Variation in Nursing Intensity and its Impact on Mortality for Congenital Heart Surgery Using Pediatric Health Information System (PHIS) Administrative Data
Objective
To examine nursing’s impact on risk adjusted mortality for pediatric cardiac surgical patients across 38 free standing children’s hospitals in the USA.
Methods
A patient level analysis was conducted using secondary data from the PHIS and NACHRI datasets for the two year period of 2005-2006 and responses from Chief Nursing Officers to examine nursing indicators. Cases <18 years of age undergoing surgical repair of a congenital heart defect were identified using ICD-9-CM codes. Risk adjustment was performed using the RACHS-1 method. Analyses were performed using generalized estimating equations models to account for the intra-institutional correlation among cases from the same hospital.
Results
21,885 cases of congenital heart surgery were identified. There is variation in ICU nursing hours per patient day (15-32). Variation exists in ICU nursing skill mix (80-100%)and 20 hospitals had 100% registered nurse staffing in ICUs. The association between hours of nursing care and mortality (odds ratio =0.88, p=0.23)and between Magnet status and mortality(odds ratio=0.90, p=0.42)were not significant. ICU nursing worked hours tend to increase as hospital volume of congenital heart surgery increases. (Spearman rank correlation coefficient= 0.39 p=0.027). Hospital volume was significantly associated with risk-adjusted mortality. There was significant variation in mortality across hospitals (median unadjusted mortality rate 3.9%, range 1.6 to 15.8%). An odds ratio of 0.93 (p<0.001)was associated with each increase in volume of 100 cases.
Conclusion
Significant variation exists in nursing indicators and mortality across Children's Hospitals. Higher surgical volume centers have a reduced likelihood of death controlling for demographic and clinical variables.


• **TASK OBJECTIVE**
Go through the records and report each line in which the word "squared" occurs.

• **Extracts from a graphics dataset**
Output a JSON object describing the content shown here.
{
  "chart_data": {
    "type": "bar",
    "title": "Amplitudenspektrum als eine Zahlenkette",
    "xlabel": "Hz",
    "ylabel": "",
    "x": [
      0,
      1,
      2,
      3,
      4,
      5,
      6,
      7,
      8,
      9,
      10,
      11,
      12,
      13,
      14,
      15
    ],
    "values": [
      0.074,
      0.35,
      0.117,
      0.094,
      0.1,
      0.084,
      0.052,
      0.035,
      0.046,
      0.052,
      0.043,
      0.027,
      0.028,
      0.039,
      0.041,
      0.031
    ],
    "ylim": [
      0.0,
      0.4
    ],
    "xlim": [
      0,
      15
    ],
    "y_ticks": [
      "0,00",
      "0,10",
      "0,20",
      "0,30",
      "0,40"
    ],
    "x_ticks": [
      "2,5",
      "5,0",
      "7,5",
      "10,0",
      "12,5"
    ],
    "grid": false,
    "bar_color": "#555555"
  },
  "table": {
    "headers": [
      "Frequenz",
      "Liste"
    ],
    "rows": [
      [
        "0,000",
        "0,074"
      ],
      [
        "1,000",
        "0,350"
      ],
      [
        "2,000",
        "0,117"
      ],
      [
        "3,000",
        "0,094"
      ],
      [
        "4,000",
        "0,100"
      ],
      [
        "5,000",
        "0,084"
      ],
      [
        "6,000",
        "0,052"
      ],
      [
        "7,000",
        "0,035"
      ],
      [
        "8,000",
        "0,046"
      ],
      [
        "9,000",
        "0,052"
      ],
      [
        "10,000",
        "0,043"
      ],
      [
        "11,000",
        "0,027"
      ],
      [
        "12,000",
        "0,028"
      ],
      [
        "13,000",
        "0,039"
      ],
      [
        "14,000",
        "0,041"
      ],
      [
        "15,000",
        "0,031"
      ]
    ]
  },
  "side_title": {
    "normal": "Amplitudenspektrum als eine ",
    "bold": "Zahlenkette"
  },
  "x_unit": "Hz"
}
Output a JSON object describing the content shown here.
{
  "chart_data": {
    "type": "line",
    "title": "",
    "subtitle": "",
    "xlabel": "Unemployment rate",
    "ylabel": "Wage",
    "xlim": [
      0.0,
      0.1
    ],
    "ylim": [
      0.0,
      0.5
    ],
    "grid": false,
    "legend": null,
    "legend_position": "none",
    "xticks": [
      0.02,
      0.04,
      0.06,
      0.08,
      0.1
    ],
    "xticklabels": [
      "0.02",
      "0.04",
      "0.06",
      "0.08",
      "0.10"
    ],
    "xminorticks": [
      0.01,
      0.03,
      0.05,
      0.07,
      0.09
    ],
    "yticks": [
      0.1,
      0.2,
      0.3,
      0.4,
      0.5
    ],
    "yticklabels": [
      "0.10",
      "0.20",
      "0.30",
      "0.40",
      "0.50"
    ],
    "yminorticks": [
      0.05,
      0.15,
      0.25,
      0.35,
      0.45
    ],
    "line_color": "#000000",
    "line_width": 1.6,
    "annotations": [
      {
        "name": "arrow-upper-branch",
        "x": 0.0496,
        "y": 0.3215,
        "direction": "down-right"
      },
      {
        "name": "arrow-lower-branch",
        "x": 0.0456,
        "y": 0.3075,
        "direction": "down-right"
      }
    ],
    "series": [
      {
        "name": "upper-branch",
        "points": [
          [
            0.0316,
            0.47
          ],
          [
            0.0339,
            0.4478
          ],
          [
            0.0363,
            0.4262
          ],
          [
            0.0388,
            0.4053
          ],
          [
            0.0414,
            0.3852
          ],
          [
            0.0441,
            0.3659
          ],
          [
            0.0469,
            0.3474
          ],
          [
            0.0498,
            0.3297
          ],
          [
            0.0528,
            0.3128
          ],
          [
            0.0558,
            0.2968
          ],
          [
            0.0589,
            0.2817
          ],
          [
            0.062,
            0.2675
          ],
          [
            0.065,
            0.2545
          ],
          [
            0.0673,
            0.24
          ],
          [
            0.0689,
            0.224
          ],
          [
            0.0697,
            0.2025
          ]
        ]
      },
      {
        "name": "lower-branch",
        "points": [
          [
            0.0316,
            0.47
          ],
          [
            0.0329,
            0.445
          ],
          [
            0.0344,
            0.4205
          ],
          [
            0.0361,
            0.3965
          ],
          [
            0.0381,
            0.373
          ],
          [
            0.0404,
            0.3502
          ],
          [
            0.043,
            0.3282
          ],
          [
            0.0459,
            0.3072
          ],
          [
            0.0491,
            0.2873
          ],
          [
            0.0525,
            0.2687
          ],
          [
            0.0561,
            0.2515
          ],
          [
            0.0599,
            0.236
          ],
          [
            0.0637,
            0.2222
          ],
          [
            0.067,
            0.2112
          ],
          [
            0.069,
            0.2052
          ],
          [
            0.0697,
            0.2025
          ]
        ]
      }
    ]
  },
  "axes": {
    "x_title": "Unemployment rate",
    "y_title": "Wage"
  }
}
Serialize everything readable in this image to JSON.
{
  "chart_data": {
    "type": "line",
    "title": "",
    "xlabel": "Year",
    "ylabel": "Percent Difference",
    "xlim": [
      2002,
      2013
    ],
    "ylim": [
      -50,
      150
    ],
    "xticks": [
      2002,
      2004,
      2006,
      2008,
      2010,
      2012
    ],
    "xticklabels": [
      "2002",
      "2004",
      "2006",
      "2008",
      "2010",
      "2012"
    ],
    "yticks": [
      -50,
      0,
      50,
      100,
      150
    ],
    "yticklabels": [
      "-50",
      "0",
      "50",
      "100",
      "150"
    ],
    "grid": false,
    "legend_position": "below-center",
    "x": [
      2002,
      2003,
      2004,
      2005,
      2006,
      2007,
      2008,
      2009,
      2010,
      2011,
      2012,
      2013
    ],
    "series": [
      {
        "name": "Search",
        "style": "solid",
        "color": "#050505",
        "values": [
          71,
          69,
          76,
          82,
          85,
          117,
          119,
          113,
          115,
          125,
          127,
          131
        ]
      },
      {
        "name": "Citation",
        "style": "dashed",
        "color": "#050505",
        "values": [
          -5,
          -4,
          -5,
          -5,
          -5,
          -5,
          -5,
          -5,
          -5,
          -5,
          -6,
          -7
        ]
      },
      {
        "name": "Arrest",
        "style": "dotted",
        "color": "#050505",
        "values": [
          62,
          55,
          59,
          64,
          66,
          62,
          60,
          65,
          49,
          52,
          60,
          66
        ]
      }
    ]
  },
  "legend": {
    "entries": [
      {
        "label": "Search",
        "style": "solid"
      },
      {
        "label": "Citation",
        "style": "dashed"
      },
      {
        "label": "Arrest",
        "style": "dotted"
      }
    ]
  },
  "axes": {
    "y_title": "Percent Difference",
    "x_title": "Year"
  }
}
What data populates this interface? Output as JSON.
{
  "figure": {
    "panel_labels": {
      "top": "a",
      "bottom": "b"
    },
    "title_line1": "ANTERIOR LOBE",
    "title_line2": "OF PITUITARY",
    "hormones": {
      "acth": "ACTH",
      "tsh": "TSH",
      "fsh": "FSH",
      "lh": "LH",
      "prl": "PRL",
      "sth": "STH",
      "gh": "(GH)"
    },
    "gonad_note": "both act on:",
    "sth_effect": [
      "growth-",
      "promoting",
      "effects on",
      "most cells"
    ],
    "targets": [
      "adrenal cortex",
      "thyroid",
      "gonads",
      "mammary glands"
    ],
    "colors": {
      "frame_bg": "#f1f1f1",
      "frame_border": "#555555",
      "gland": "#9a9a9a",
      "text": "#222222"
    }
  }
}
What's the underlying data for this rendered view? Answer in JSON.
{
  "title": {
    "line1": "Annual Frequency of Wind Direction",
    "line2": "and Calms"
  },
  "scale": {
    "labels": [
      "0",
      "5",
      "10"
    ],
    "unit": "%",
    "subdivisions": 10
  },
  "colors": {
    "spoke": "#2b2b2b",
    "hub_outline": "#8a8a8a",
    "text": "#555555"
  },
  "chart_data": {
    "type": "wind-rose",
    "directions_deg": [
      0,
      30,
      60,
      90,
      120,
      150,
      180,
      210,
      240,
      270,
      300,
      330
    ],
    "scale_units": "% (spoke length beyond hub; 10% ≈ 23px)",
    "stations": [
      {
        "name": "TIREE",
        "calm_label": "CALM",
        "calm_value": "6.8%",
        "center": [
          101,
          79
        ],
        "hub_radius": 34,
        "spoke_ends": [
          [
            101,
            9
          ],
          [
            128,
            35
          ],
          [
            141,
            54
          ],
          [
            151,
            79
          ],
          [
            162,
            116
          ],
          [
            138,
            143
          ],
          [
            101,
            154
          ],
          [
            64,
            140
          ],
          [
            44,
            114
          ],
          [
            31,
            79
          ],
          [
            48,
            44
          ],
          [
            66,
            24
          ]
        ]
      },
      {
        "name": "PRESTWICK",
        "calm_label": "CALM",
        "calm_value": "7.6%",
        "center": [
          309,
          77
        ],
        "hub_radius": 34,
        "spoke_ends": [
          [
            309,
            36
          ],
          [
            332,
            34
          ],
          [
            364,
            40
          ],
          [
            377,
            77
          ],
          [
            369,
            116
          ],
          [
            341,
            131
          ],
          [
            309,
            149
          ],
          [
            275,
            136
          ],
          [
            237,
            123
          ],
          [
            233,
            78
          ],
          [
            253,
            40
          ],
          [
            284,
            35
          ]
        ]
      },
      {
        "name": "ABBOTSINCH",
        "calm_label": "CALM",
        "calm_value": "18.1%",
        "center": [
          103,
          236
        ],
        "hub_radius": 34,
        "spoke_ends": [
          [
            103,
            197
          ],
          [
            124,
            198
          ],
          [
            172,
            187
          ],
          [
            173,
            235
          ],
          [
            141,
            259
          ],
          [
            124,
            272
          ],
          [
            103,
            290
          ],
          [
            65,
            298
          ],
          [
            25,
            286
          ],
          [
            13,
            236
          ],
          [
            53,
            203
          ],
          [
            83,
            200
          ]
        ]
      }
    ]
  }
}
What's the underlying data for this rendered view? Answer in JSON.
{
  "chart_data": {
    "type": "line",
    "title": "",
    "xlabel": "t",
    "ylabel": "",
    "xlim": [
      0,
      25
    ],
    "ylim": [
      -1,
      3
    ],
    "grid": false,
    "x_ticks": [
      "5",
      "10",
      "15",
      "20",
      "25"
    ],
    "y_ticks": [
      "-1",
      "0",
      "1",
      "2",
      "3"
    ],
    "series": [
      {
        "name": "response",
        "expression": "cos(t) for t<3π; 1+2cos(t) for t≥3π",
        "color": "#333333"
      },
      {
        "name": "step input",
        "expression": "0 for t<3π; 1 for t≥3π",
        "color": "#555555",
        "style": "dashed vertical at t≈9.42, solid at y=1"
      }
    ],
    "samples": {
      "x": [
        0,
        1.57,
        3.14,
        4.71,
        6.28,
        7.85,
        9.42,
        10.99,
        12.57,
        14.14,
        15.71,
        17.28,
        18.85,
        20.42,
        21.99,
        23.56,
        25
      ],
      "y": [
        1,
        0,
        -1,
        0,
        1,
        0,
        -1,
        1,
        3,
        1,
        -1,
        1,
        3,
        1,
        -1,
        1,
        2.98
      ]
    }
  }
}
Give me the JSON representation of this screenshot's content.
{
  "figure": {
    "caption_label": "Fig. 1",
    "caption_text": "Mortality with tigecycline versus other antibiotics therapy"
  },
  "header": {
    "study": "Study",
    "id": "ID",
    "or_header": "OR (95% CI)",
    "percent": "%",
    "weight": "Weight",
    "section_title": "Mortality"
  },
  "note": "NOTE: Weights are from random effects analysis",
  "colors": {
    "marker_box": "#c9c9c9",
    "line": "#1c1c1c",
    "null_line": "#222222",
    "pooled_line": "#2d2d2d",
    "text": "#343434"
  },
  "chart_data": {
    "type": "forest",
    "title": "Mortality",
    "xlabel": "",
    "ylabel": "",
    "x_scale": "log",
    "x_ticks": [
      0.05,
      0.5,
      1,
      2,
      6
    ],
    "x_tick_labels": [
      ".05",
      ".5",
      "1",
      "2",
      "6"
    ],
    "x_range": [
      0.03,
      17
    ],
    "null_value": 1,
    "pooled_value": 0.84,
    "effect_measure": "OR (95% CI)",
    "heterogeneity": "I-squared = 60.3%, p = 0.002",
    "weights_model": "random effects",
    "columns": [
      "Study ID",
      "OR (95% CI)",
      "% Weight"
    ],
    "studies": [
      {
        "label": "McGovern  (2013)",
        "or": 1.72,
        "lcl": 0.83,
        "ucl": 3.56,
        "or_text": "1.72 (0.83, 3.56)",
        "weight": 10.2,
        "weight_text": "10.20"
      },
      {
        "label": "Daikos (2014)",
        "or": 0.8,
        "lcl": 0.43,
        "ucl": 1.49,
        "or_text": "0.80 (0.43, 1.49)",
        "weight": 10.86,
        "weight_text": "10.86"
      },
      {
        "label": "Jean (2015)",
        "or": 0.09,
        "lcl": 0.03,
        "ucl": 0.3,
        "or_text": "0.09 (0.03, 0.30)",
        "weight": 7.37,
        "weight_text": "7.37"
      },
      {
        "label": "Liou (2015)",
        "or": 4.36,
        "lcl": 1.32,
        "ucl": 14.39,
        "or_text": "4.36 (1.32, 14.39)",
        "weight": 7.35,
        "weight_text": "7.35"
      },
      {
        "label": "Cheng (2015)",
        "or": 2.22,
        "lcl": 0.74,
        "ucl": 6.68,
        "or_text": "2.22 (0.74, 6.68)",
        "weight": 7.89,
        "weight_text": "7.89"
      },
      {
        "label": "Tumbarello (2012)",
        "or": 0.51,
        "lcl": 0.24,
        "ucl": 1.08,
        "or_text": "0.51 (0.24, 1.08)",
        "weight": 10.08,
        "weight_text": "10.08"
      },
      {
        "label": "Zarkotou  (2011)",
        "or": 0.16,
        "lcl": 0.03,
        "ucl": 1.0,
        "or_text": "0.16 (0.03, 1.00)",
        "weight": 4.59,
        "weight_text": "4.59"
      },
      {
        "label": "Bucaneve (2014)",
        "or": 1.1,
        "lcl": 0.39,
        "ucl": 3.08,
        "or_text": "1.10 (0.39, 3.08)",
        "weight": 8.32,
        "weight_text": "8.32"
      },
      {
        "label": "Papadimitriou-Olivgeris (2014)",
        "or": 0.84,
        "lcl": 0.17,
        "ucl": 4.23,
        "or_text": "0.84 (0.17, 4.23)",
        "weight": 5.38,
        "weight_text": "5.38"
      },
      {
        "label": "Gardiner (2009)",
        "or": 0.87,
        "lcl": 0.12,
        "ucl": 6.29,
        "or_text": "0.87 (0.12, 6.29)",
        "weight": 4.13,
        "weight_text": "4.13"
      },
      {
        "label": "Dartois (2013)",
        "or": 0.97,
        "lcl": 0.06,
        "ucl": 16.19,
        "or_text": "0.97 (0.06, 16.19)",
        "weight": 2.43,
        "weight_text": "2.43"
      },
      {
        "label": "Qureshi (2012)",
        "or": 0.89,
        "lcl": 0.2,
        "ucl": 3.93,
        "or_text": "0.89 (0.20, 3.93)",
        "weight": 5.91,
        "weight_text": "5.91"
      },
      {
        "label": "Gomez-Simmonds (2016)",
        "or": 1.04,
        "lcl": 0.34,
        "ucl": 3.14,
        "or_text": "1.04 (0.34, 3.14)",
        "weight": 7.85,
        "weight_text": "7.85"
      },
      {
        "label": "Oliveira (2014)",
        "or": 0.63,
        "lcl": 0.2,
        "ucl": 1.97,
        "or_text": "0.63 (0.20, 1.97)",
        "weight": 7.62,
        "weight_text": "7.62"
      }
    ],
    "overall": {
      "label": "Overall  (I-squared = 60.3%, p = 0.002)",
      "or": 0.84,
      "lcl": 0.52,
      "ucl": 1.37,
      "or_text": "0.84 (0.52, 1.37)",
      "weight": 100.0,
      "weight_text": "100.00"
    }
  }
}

• **TASK RESULT**
    "heterogeneity": "I-squared = 60.3%, p = 0.002",
      "label": "Overall  (I-squared = 60.3%, p = 0.002)",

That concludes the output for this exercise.